We have reserved room blocks at the following three hotels that are in very close proximity to the Birmingham Temple for the conference weekend:

1. Comfort Inn
30715 W. 12 Mile Rd.
Farmington Hills, MI 48334
(248) 471-9220 P.
Website

The rate is $69.99 per night plus tax. Includes free breakfast, free wifi. Deadline for reserving a room is April 11, 2019.

Make a reservation either by calling the property direct at (248) 471-9220 or follow this link and refer to the SHJ group.

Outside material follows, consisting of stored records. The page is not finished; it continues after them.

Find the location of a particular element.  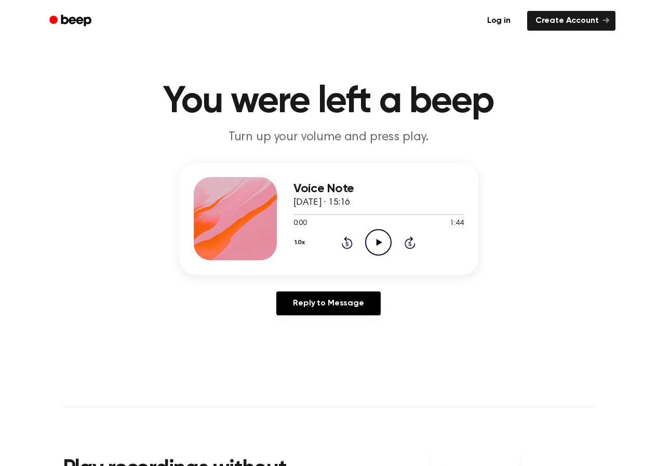

h3: Voice Note is located at coordinates (379, 189).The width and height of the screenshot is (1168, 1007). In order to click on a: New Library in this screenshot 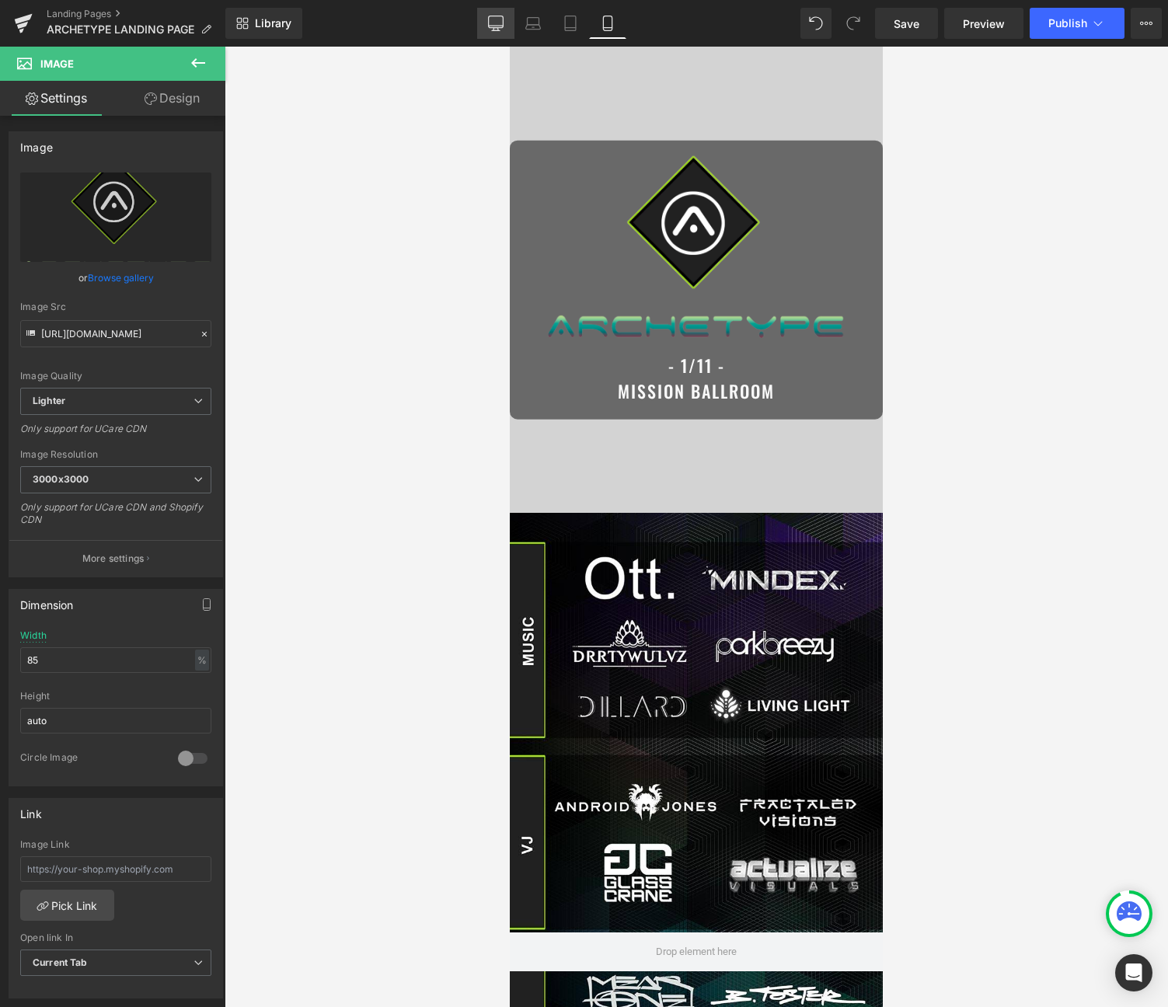, I will do `click(263, 23)`.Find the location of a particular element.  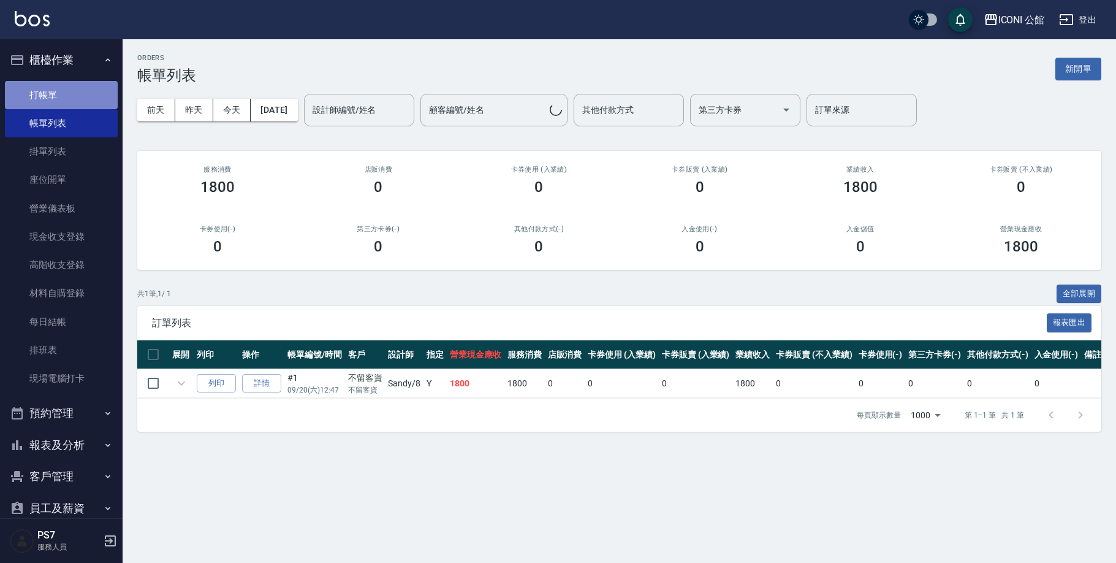

td: Sandy /8 is located at coordinates (404, 383).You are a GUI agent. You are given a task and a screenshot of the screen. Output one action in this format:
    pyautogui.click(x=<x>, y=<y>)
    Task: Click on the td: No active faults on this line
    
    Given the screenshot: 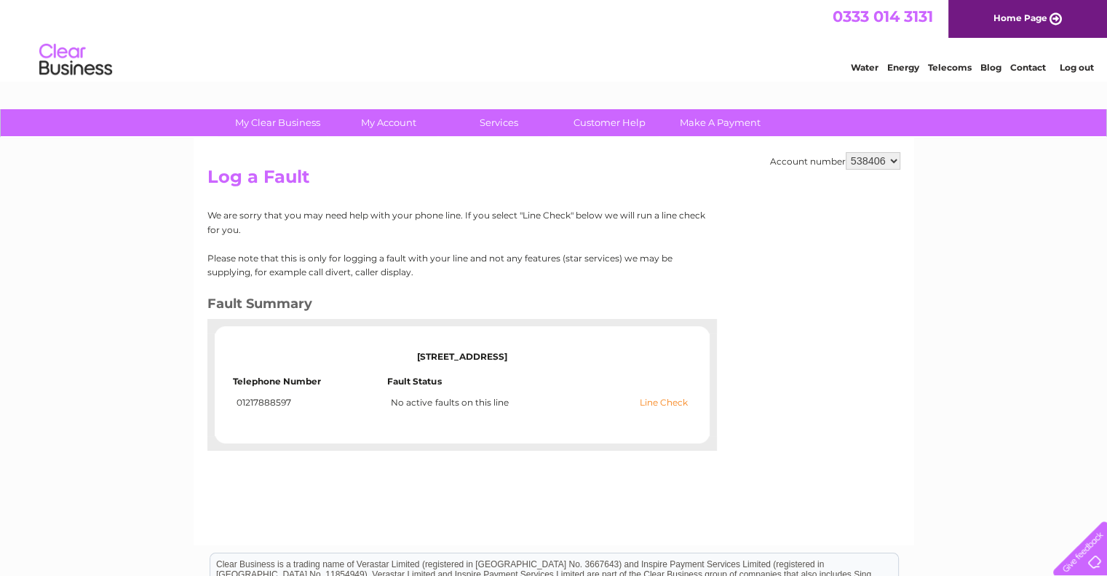 What is the action you would take?
    pyautogui.click(x=539, y=402)
    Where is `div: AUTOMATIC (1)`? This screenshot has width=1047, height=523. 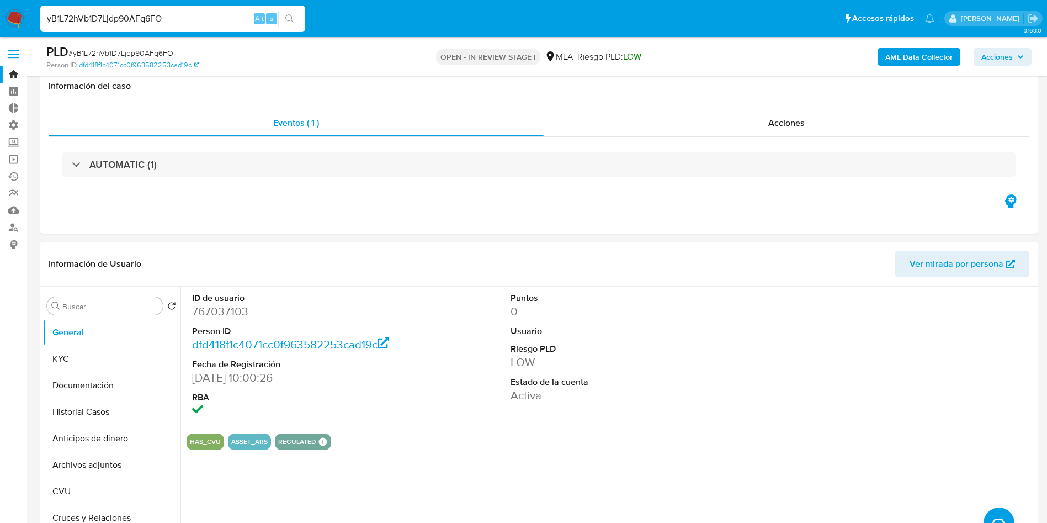
div: AUTOMATIC (1) is located at coordinates (539, 164).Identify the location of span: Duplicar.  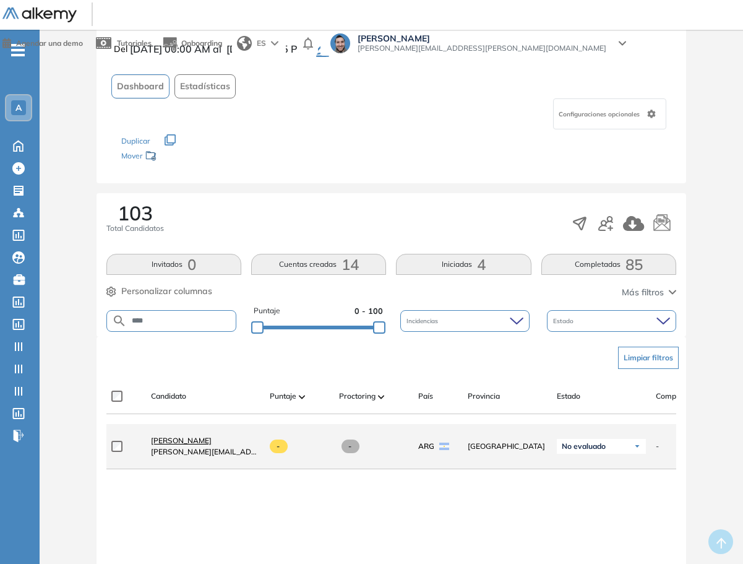
(136, 140).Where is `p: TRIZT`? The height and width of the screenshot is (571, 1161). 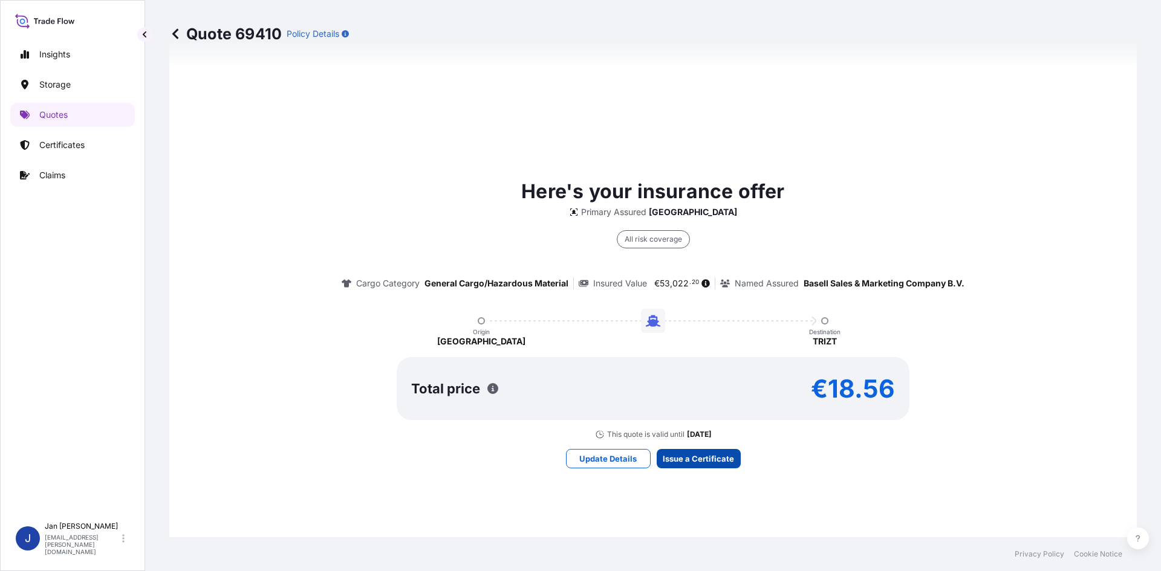 p: TRIZT is located at coordinates (825, 342).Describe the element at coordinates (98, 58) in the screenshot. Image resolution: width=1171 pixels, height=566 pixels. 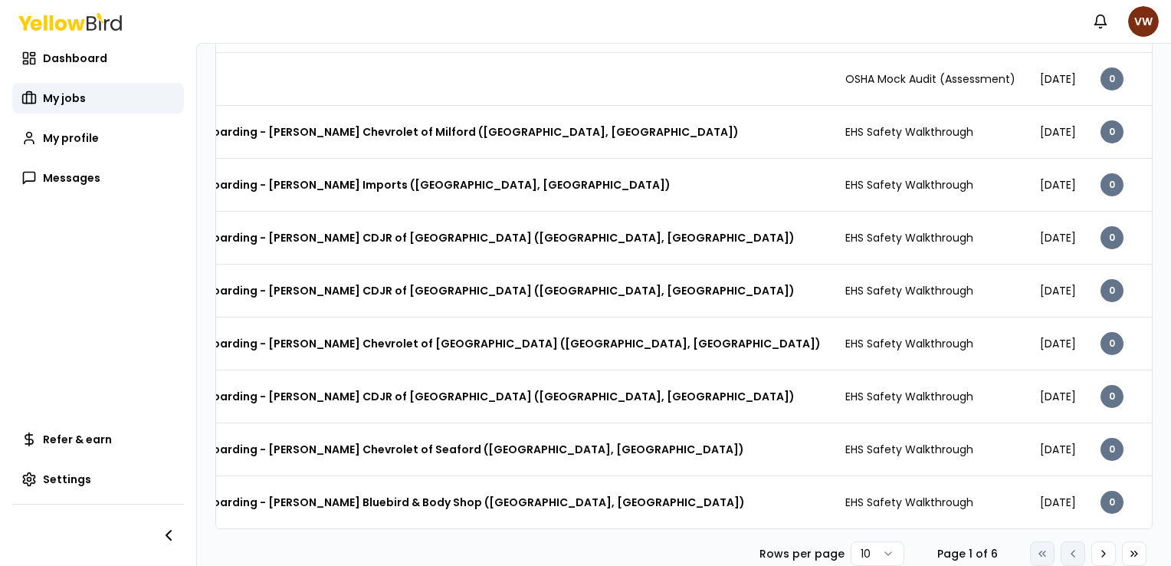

2. Fairfield Inn and Suites Marriott
27777 Stansbury Blvd.
Farmington Hills, MI 48334
Phone: (248) 442-9800
Website

The rate is $89.00 per night plus tax. Includes free breakfast, free wifi, and swimming pool. Deadline for reserving a room is April 3, 2019.

Make a reservation by calling the hotel directly at (248) 442-9800 and giving them the code “SHJ”.

3. Holiday Inn Express & Suites Farmington Hills
33103 Hamilton Court
Farmington Hills, MI 48334
Phone (248) 516-1280
Website

The rate is $99.00 per night plus tax. Includes free breakfast, free wifi, and swimming pool. Deadline for reserving a room is March 28, 2019.